Mr. Libby looked at Grace, who haughtily rejected a part in the conspiracy. “I wish you to go, Louise,” she declared indignantly. “I will take the risk of all the harm that comes to you from the bad weather.” She picked up the shawls, and handed them to Mr. Libby, on whom her eyes blazed their contempt and wonder. It cost a great deal of persuasion and insistence now to make Mrs. Maynard go, and he left all this to Grace, not uttering a word till he gave Mrs. Maynard his hand to help her down the steps. Then he said, “Well, I wonder what Miss Breen does want.”
“I ’m sure I don’t know,” said the other. “At first she did n’t want me to go, this morning, and now she makes me. I do hope it is n’t going to be a storm.”
“I don’t believe it is. A little fresh, perhaps. I thought you might be seasick.”
“Don’t you remember? I’m never seasick! That’s one of the worst signs.”
“Oh, yes.”
“If I could be thoroughly seasick once, it would be the best thing I could do.”
“Is she capricious?” asked Mr. Libby.
“Grace?” cried Mrs. Maynard, releasing her hand half-way down the steps, in order to enjoy her astonishment without limitation of any sort. “Grace capricious!”
“Yes,” said Mr. Libby, “that’s what I thought. Better take my hand again,” and he secured that of Mrs. Maynard, who continued her descent. “I suppose I don’t understand her exactly. Perhaps she did n’t like my not calling her Doctor. I did n’t call her anything. I suppose she thought I was dodging it. I was. I should have had to call her Miss Breen, if I called her anything.”
“She wouldn’t have cared. She is n’t a doctor for the name of it.”
“I suppose you think it’s a pity?” he asked.
“What?”
“Her being a doctor.”
“I’ll tell her you say so.”
“No, don’t. But don’t you?”
“Well, I would n’t want to be one,” said Mrs. Mayward candidly.
“I suppose it’s all right, if she does it from a sense of duty, as you say,” he suggested.
“Oh, yes, she’s all right. And she’s just as much of a girl as anybody; though she don’t know it,” Mrs. Maynard added astutely. “Why would n’t she come with us? Were you afraid to ask her?”
“She said she was n’t a good sailor. Perhaps she thought we were too young. She must be older than you.”
“Yes, and you, too!” cried Mrs. Maynard, with good-natured derision.
“She doesn’t look old,” returned Mr. Libby.
“She’s twenty-eight. How old are you?”
“I promised the census-taker not to tell till his report came out.”
“What is the color of her hair?”
“Brown.”
“And her eyes?”
“I don’t know!”
“You had better look out, Mr. Libby!” said Mrs. Maynard, putting her foot on the ground at last.
They walked across the beach to where his dory lay, and Grace saw him pulling out to the sail boat before she went in from the piazza. Then she went to her mother’s room. The elderly lady was keeping indoors, upon a theory that the dew was on, and that it was not wholesome to go out till it was off. She asked, according to her habit when she met her daughter alone, “Where is Mrs. Maynard?”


** Action item **
Each line below that contains "alter" should be counted. Give only the total.
==================================================
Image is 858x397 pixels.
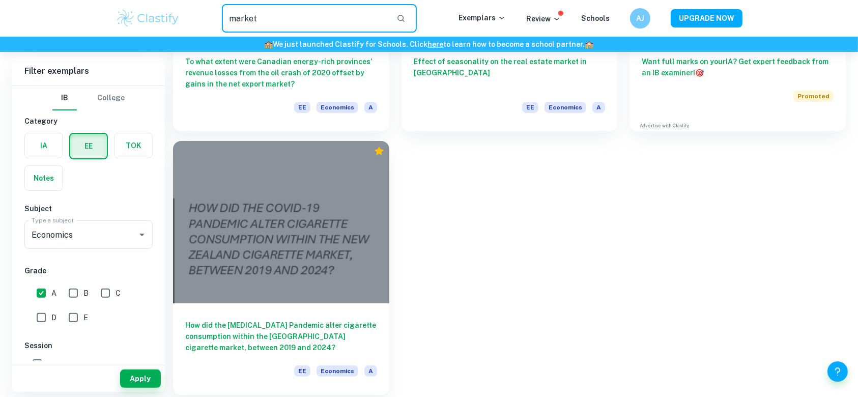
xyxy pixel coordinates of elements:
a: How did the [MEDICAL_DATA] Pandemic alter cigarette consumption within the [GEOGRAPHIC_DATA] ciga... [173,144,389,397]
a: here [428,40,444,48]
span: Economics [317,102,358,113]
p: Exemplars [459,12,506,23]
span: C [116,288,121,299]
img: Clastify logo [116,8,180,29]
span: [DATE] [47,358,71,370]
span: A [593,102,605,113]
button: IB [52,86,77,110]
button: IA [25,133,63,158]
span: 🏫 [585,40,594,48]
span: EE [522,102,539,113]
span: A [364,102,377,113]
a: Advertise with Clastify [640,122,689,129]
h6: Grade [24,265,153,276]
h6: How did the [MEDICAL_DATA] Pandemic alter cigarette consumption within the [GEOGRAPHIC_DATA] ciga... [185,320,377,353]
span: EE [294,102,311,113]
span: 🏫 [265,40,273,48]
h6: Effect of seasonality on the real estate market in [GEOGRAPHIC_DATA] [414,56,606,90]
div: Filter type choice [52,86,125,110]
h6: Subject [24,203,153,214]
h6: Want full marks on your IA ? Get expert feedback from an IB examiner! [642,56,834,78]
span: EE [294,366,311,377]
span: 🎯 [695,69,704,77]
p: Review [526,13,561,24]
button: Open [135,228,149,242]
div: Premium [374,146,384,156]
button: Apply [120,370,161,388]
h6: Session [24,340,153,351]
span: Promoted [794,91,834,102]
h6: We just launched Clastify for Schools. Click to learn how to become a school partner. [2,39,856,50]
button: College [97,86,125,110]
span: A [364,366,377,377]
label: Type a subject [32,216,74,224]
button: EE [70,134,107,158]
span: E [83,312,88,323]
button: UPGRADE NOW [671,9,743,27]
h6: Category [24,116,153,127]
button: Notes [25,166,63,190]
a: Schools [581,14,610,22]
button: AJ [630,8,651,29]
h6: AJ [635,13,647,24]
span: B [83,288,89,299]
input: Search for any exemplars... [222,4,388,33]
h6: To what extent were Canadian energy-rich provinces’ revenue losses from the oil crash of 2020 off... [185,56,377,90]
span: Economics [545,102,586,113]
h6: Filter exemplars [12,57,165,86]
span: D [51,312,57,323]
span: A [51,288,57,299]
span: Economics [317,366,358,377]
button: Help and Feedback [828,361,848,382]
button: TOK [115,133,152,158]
==================================================
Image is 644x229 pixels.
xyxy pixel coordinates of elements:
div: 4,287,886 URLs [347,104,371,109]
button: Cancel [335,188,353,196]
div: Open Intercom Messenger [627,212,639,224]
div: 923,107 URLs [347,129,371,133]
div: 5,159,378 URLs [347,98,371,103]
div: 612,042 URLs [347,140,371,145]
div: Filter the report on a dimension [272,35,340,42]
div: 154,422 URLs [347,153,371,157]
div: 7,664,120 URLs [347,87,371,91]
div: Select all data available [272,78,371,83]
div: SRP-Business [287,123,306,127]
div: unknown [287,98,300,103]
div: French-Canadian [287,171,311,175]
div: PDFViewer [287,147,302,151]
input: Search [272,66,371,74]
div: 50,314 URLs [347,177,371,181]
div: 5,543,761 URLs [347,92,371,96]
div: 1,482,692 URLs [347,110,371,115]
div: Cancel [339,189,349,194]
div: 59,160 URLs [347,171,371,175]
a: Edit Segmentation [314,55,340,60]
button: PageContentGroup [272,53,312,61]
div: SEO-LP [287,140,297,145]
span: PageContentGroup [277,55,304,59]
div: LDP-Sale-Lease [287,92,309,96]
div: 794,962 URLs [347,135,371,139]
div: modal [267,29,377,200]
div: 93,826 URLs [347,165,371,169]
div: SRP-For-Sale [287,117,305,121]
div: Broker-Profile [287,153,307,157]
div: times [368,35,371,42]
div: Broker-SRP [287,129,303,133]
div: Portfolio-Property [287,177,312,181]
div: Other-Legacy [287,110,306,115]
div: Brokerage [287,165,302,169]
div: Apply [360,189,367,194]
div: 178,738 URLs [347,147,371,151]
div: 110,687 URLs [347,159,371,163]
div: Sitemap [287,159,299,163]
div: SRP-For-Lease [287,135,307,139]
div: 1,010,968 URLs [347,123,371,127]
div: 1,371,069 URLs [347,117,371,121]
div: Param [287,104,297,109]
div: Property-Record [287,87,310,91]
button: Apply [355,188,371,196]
==================================================
** Written response **
2